Drones, sensors help researchers uncover historic Black settlement in Adirondacks
Drones, sensors help researchers uncover historic Black settlement in Adirondacks

From left to right, Julia Chaffers, Tanya Jones and Shannon Chaffers are all descendants of Phoebe and Edward Weeks, early Black Adirondack pioneers who received land through the Timbuctoo land experiment.

East Tennessee State University professor Eileen Ernenwein examines a 3D model created by LiDAR data, part of a land survey of an area that was once home to Timbuctoo land grantees.

On a recent morning outside of Lake Placid, a team of researchers traded shovels for handheld tablets as they watched a drone lift off from a bright orange landing pad, tilting forward and beginning its programmed flight over a dense stretch of Adirondack forest.

On the ground, Eileen Ernenwein and Steven Jones, geosciences professors from East Tennessee State University, monitored the drone’s flight path. The aircraft, equipped with light detection and ranging, or LiDAR technology, soared about 325 feet overhead.

The aircraft covered about 200 acres of woodland once believed to be part of Timbuctoo, a 19th-century Black settlement founded near Lake Placid by white abolitionist Gerrit Smith. In the mid-1800s, Smith granted parcels of his vast Adirondack property to Black families, hoping land ownership would offer economic independence and, at the time, the right to vote.

But over time, the forest reclaimed much of that landscape. Homes, roads and farm fields faded from history, leaving only fragments in historical maps and in scattered archaeological evidence.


Output the entries that follow character for character. Leave every image out.

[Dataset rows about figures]
"""

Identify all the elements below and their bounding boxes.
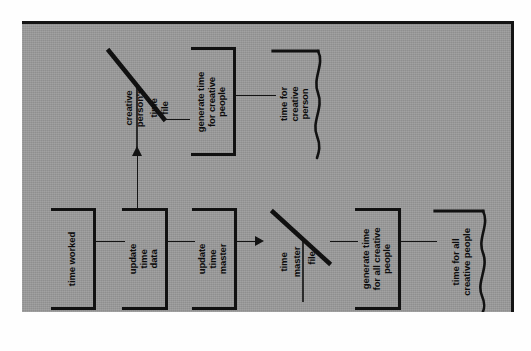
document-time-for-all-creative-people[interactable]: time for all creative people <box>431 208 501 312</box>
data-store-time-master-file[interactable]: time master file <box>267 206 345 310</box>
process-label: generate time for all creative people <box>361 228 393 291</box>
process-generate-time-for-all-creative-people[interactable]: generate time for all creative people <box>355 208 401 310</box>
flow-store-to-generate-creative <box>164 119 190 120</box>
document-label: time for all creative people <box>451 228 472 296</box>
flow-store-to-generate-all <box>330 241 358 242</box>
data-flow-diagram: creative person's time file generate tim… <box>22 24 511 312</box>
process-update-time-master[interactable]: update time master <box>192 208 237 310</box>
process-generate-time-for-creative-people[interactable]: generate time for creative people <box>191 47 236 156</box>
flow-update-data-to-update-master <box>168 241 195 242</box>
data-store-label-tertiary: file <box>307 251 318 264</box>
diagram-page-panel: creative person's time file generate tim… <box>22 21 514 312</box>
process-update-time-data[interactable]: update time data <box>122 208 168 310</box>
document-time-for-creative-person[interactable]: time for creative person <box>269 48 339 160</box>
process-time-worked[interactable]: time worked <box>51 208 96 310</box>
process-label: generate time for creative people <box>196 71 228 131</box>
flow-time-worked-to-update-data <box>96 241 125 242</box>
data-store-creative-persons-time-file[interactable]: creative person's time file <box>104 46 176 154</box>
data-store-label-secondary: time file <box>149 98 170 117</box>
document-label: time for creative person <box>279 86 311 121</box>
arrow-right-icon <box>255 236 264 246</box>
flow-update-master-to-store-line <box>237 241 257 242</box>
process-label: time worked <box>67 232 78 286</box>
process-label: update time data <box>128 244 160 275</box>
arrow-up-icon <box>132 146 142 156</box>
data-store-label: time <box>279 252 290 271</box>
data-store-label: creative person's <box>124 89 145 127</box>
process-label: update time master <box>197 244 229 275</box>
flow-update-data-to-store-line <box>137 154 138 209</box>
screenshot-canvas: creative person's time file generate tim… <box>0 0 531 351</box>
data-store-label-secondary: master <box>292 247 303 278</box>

"""

Answer section:
Identify all the elements below and their bounding boxes.
document-time-for-all-creative-people[interactable]: time for all creative people <box>431 208 501 312</box>
data-store-time-master-file[interactable]: time master file <box>267 206 345 310</box>
process-label: generate time for all creative people <box>361 228 393 291</box>
process-generate-time-for-all-creative-people[interactable]: generate time for all creative people <box>355 208 401 310</box>
flow-store-to-generate-creative <box>164 119 190 120</box>
document-label: time for all creative people <box>451 228 472 296</box>
flow-store-to-generate-all <box>330 241 358 242</box>
data-flow-diagram: creative person's time file generate tim… <box>22 24 511 312</box>
process-update-time-master[interactable]: update time master <box>192 208 237 310</box>
process-generate-time-for-creative-people[interactable]: generate time for creative people <box>191 47 236 156</box>
flow-update-data-to-update-master <box>168 241 195 242</box>
data-store-label-tertiary: file <box>307 251 318 264</box>
diagram-page-panel: creative person's time file generate tim… <box>22 21 514 312</box>
process-update-time-data[interactable]: update time data <box>122 208 168 310</box>
document-time-for-creative-person[interactable]: time for creative person <box>269 48 339 160</box>
process-time-worked[interactable]: time worked <box>51 208 96 310</box>
process-label: generate time for creative people <box>196 71 228 131</box>
flow-time-worked-to-update-data <box>96 241 125 242</box>
data-store-creative-persons-time-file[interactable]: creative person's time file <box>104 46 176 154</box>
data-store-label-secondary: time file <box>149 98 170 117</box>
document-label: time for creative person <box>279 86 311 121</box>
arrow-right-icon <box>255 236 264 246</box>
flow-update-master-to-store-line <box>237 241 257 242</box>
process-label: time worked <box>67 232 78 286</box>
process-label: update time data <box>128 244 160 275</box>
arrow-up-icon <box>132 146 142 156</box>
data-store-label: time <box>279 252 290 271</box>
data-store-label: creative person's <box>124 89 145 127</box>
process-label: update time master <box>197 244 229 275</box>
flow-update-data-to-store-line <box>137 154 138 209</box>
screenshot-canvas: creative person's time file generate tim… <box>0 0 531 351</box>
data-store-label-secondary: master <box>292 247 303 278</box>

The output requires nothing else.